Whether participating at a symposium, strolling in the agora , or watching young men exercise in a gymnasium, Socrates spent his time1 in conversation and contemplation. In the first of these characteristics he resembled his fellow Athenians, who placed great value on the importance and pleasure of speaking with each other at length. He wrote nothing; our knowledge of his ideas comes from others' writings, especially those of his pupil Plato2. Plato's dialogues, so called because they present Socrates and others in extended conversation about philosophy, portray Socrates as a relentless questioner of his fellow citizens, foreign friends, and various sophists. Socrates's questions had the unsettling aim of making his interlocutors— his partners in the conversation— examine the basic assumptions of their way of life. Employing what has come to be called the Socratic method, Socrates never directly instructs his conversational partners; instead, he leads them to draw conclusions in response to his probing questions and refutations of their assumptions.

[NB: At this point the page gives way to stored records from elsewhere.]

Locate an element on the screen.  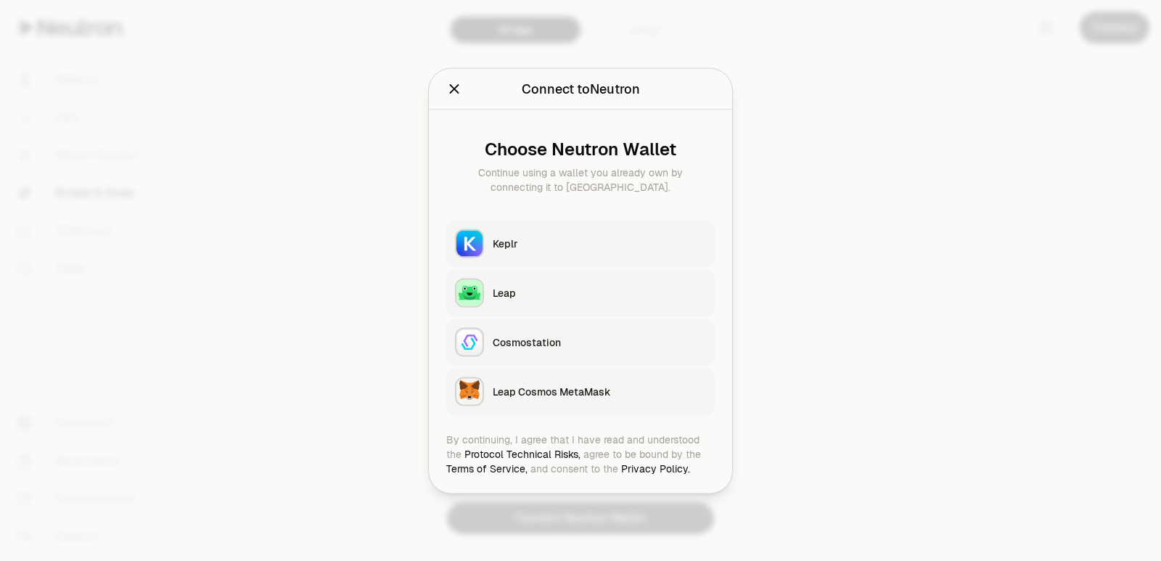
a: Terms of Service, is located at coordinates (487, 468).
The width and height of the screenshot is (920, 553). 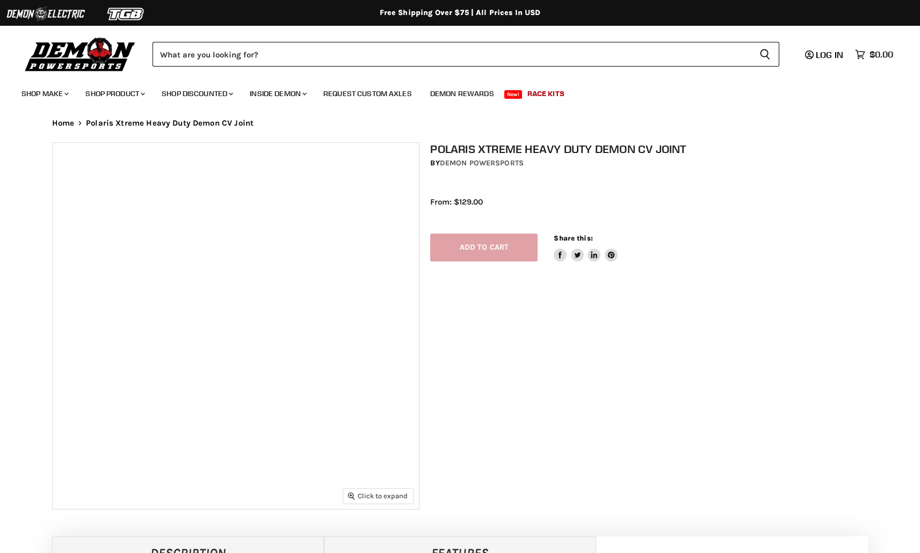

Socrates typically began one of his conversations by asking the interlocutor for a definition of an abstract quality such as happiness or a virtue such as courage. For instance, in the dialogue entitled Laches 3 after the Athenian general of that name who appears as one of the dialogue's interlocutors, Socrates asks Laches and another distinguished military commander what makes a citizen a brave soldier. Socrates then proceeds by further questioning to show that the definitions of courage and instances of courageous behavior stated by the interlocutors actually conflict with their other beliefs about the behavior that constituted courage.